Viscosity handling
Evaluate pumping, mixing, heating, and cooling limits before committing to larger equipment.
PILOT PLANTBeverage R&D Lab
RFQ
Viscous Foods Application
Sauce, syrup, and ingredient trials need equipment that can handle viscosity, solids, shear sensitivity, and cleaning difficulty. A pilot setup should show pressure drop, texture change, heat transfer limits, and real product loss.
Viscosity, particles, sugar, acid, shear sensitivity, pressure drop, and cleaning time define the process route.
Pilot Trial Map
Use this application route to turn product risk into equipment scope, trial records, sample plans, and scale-up questions.
Evaluate pumping, mixing, heating, and cooling limits before committing to larger equipment.
Compare vacuum chopping, mixing, shear, particle distribution, and post-process texture.
Study evaporation, sugar concentration, burn-on risk, cleaning duration, and rinse performance.
Process Risks
The best equipment configuration starts from what can go wrong in the material, then maps each risk to a measurable trial condition.
High-viscosity materials can expose transfer limits that beaker trials never reveal.
Sugars, acids, and particles can change fouling behavior and product quality.
Sticky or particulate products often make cleaning the real scale-up bottleneck.
Equipment Routes
These equipment pages are practical starting points. Final selection depends on throughput, viscosity, particles, heat sensitivity, oxygen exposure, cleaning needs, and required sample format.
Application Library
Separate pages help search visitors land on the product category they actually care about, then move into the equipment and process design pages with clearer intent.
RFQ
Prepare product type, target batch size or throughput, solids or viscosity, thermal target, filling format, cleaning expectations, utilities, and the data required from the trial.
A concise RFQ brief turns this application page into a usable pilot plant configuration discussion.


**Exercise:** Down to the last character, repeat the entries beneath this task.

Dataset records
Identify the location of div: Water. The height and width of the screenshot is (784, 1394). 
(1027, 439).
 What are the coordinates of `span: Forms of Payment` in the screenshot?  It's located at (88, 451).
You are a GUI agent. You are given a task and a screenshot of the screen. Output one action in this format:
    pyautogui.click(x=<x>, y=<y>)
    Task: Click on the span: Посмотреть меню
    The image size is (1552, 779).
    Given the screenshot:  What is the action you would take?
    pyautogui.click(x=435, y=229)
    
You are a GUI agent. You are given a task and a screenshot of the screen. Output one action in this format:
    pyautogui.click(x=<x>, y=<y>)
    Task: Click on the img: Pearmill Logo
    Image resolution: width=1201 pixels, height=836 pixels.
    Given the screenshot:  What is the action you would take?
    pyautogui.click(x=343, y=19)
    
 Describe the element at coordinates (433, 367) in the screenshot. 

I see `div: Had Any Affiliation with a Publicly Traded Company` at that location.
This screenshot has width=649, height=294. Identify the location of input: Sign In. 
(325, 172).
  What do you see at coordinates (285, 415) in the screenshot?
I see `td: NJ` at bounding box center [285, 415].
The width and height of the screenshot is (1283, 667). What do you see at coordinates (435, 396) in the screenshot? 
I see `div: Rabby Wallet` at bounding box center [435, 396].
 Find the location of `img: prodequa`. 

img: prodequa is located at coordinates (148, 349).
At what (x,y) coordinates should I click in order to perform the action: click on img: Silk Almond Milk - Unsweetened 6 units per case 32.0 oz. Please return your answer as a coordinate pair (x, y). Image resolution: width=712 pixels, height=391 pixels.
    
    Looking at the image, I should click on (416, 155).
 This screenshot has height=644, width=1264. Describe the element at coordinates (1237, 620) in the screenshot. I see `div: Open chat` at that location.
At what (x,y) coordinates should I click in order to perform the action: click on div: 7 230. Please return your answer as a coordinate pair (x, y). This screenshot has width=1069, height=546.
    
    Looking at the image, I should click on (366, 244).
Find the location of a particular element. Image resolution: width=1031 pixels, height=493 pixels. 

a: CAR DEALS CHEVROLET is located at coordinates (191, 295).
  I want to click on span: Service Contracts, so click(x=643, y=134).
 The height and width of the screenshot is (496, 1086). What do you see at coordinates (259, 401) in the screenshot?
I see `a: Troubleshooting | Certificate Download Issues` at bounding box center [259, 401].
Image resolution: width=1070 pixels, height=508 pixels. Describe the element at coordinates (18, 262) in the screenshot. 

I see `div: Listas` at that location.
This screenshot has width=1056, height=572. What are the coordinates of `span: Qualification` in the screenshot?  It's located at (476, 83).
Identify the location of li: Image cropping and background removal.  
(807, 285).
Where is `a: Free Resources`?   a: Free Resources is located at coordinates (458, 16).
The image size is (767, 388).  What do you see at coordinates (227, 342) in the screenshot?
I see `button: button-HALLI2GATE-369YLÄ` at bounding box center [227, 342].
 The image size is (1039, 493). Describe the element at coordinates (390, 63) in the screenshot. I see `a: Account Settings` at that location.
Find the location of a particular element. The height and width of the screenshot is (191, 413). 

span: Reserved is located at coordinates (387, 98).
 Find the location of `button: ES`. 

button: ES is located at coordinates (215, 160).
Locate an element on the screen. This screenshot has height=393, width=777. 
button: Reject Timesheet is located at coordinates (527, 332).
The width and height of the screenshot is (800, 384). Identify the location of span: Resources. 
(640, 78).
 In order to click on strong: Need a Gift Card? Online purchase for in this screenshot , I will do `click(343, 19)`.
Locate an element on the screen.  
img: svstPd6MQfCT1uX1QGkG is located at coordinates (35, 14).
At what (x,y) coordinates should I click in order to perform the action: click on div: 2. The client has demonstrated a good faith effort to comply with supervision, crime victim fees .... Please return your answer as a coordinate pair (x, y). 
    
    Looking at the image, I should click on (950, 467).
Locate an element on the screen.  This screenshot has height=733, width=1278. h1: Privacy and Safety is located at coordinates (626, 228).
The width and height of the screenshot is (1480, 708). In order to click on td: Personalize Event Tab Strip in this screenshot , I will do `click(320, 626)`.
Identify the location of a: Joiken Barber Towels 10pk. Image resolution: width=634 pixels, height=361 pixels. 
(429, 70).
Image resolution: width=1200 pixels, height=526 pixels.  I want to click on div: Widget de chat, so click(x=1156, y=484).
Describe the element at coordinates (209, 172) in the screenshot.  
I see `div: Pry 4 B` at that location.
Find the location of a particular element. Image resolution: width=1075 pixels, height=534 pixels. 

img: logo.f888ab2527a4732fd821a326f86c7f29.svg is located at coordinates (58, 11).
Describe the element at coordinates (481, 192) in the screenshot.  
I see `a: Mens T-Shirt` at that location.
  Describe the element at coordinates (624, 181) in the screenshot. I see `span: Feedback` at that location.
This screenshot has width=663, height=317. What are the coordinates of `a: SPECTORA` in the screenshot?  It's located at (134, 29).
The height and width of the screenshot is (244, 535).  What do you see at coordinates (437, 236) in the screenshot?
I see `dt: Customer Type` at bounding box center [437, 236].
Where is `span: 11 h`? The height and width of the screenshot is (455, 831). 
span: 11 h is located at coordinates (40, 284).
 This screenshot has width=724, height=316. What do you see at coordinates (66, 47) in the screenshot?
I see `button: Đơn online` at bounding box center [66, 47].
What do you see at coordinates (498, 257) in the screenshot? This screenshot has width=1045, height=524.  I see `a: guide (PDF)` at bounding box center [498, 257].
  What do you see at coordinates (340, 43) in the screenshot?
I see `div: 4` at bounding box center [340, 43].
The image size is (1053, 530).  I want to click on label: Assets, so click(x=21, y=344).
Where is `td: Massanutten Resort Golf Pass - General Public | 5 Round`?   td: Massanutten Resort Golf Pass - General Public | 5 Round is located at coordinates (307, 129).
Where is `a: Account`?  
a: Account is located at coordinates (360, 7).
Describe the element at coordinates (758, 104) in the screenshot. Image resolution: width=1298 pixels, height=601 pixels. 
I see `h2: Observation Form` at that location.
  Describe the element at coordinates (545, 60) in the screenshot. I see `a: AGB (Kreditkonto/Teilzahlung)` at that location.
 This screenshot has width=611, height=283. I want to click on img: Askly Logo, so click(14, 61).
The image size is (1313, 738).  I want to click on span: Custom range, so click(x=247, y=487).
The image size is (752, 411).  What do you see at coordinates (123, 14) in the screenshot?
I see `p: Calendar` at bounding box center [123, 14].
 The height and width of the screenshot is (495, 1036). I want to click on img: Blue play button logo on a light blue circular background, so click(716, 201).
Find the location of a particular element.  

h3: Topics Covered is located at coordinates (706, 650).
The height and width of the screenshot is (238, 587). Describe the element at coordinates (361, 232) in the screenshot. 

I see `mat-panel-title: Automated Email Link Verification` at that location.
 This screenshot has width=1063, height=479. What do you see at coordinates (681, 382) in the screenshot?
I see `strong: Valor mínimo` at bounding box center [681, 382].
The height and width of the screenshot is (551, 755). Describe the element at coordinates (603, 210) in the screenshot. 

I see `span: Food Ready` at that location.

**Result:**
Identify the location of div: Water. The height and width of the screenshot is (784, 1394). 
(1027, 439).
 What are the coordinates of `span: Forms of Payment` in the screenshot?  It's located at (88, 451).
You are a GUI agent. You are given a task and a screenshot of the screen. Output one action in this format:
    pyautogui.click(x=<x>, y=<y>)
    Task: Click on the span: Посмотреть меню
    The image size is (1552, 779).
    Given the screenshot:  What is the action you would take?
    pyautogui.click(x=435, y=229)
    
You are a GUI agent. You are given a task and a screenshot of the screen. Output one action in this format:
    pyautogui.click(x=<x>, y=<y>)
    Task: Click on the img: Pearmill Logo
    Image resolution: width=1201 pixels, height=836 pixels.
    Given the screenshot:  What is the action you would take?
    pyautogui.click(x=343, y=19)
    
 Describe the element at coordinates (433, 367) in the screenshot. 

I see `div: Had Any Affiliation with a Publicly Traded Company` at that location.
This screenshot has width=649, height=294. Identify the location of input: Sign In. 
(325, 172).
  What do you see at coordinates (285, 415) in the screenshot?
I see `td: NJ` at bounding box center [285, 415].
The width and height of the screenshot is (1283, 667). What do you see at coordinates (435, 396) in the screenshot? 
I see `div: Rabby Wallet` at bounding box center [435, 396].
 Find the location of `img: prodequa`. 

img: prodequa is located at coordinates (148, 349).
At what (x,y) coordinates should I click in order to perform the action: click on img: Silk Almond Milk - Unsweetened 6 units per case 32.0 oz. Please return your answer as a coordinate pair (x, y). Image resolution: width=712 pixels, height=391 pixels.
    
    Looking at the image, I should click on (416, 155).
 This screenshot has height=644, width=1264. Describe the element at coordinates (1237, 620) in the screenshot. I see `div: Open chat` at that location.
At what (x,y) coordinates should I click in order to perform the action: click on div: 7 230. Please return your answer as a coordinate pair (x, y). This screenshot has width=1069, height=546.
    
    Looking at the image, I should click on (366, 244).
Find the location of a particular element. Image resolution: width=1031 pixels, height=493 pixels. 

a: CAR DEALS CHEVROLET is located at coordinates (191, 295).
  I want to click on span: Service Contracts, so click(x=643, y=134).
 The height and width of the screenshot is (496, 1086). What do you see at coordinates (259, 401) in the screenshot?
I see `a: Troubleshooting | Certificate Download Issues` at bounding box center [259, 401].
Image resolution: width=1070 pixels, height=508 pixels. Describe the element at coordinates (18, 262) in the screenshot. 

I see `div: Listas` at that location.
This screenshot has width=1056, height=572. What are the coordinates of `span: Qualification` in the screenshot?  It's located at (476, 83).
Identify the location of li: Image cropping and background removal.  
(807, 285).
Where is `a: Free Resources`?   a: Free Resources is located at coordinates (458, 16).
The image size is (767, 388).  What do you see at coordinates (227, 342) in the screenshot?
I see `button: button-HALLI2GATE-369YLÄ` at bounding box center [227, 342].
 The image size is (1039, 493). Describe the element at coordinates (390, 63) in the screenshot. I see `a: Account Settings` at that location.
Find the location of a particular element. The height and width of the screenshot is (191, 413). 

span: Reserved is located at coordinates (387, 98).
 Find the location of `button: ES`. 

button: ES is located at coordinates (215, 160).
Locate an element on the screen. This screenshot has height=393, width=777. 
button: Reject Timesheet is located at coordinates (527, 332).
The width and height of the screenshot is (800, 384). Identify the location of span: Resources. 
(640, 78).
 In order to click on strong: Need a Gift Card? Online purchase for in this screenshot , I will do `click(343, 19)`.
Locate an element on the screen.  
img: svstPd6MQfCT1uX1QGkG is located at coordinates (35, 14).
At what (x,y) coordinates should I click in order to perform the action: click on div: 2. The client has demonstrated a good faith effort to comply with supervision, crime victim fees .... Please return your answer as a coordinate pair (x, y). 
    
    Looking at the image, I should click on (950, 467).
Locate an element on the screen.  This screenshot has height=733, width=1278. h1: Privacy and Safety is located at coordinates (626, 228).
The width and height of the screenshot is (1480, 708). In order to click on td: Personalize Event Tab Strip in this screenshot , I will do `click(320, 626)`.
Identify the location of a: Joiken Barber Towels 10pk. Image resolution: width=634 pixels, height=361 pixels. 
(429, 70).
Image resolution: width=1200 pixels, height=526 pixels.  I want to click on div: Widget de chat, so click(x=1156, y=484).
Describe the element at coordinates (209, 172) in the screenshot.  
I see `div: Pry 4 B` at that location.
Find the location of a particular element. Image resolution: width=1075 pixels, height=534 pixels. 

img: logo.f888ab2527a4732fd821a326f86c7f29.svg is located at coordinates (58, 11).
Describe the element at coordinates (481, 192) in the screenshot.  
I see `a: Mens T-Shirt` at that location.
  Describe the element at coordinates (624, 181) in the screenshot. I see `span: Feedback` at that location.
This screenshot has width=663, height=317. What are the coordinates of `a: SPECTORA` in the screenshot?  It's located at (134, 29).
The height and width of the screenshot is (244, 535).  What do you see at coordinates (437, 236) in the screenshot?
I see `dt: Customer Type` at bounding box center [437, 236].
Where is `span: 11 h`? The height and width of the screenshot is (455, 831). 
span: 11 h is located at coordinates (40, 284).
 This screenshot has width=724, height=316. What do you see at coordinates (66, 47) in the screenshot?
I see `button: Đơn online` at bounding box center [66, 47].
What do you see at coordinates (498, 257) in the screenshot? This screenshot has width=1045, height=524.  I see `a: guide (PDF)` at bounding box center [498, 257].
  What do you see at coordinates (340, 43) in the screenshot?
I see `div: 4` at bounding box center [340, 43].
The image size is (1053, 530).  I want to click on label: Assets, so click(x=21, y=344).
Where is `td: Massanutten Resort Golf Pass - General Public | 5 Round`?   td: Massanutten Resort Golf Pass - General Public | 5 Round is located at coordinates (307, 129).
Where is `a: Account`?  
a: Account is located at coordinates (360, 7).
Describe the element at coordinates (758, 104) in the screenshot. Image resolution: width=1298 pixels, height=601 pixels. 
I see `h2: Observation Form` at that location.
  Describe the element at coordinates (545, 60) in the screenshot. I see `a: AGB (Kreditkonto/Teilzahlung)` at that location.
 This screenshot has width=611, height=283. I want to click on img: Askly Logo, so click(14, 61).
The image size is (1313, 738).  I want to click on span: Custom range, so click(x=247, y=487).
The image size is (752, 411).  What do you see at coordinates (123, 14) in the screenshot?
I see `p: Calendar` at bounding box center [123, 14].
 The height and width of the screenshot is (495, 1036). I want to click on img: Blue play button logo on a light blue circular background, so click(716, 201).
Find the location of a particular element.  

h3: Topics Covered is located at coordinates (706, 650).
The height and width of the screenshot is (238, 587). Describe the element at coordinates (361, 232) in the screenshot. 

I see `mat-panel-title: Automated Email Link Verification` at that location.
 This screenshot has width=1063, height=479. What do you see at coordinates (681, 382) in the screenshot?
I see `strong: Valor mínimo` at bounding box center [681, 382].
The height and width of the screenshot is (551, 755). Describe the element at coordinates (603, 210) in the screenshot. 

I see `span: Food Ready` at that location.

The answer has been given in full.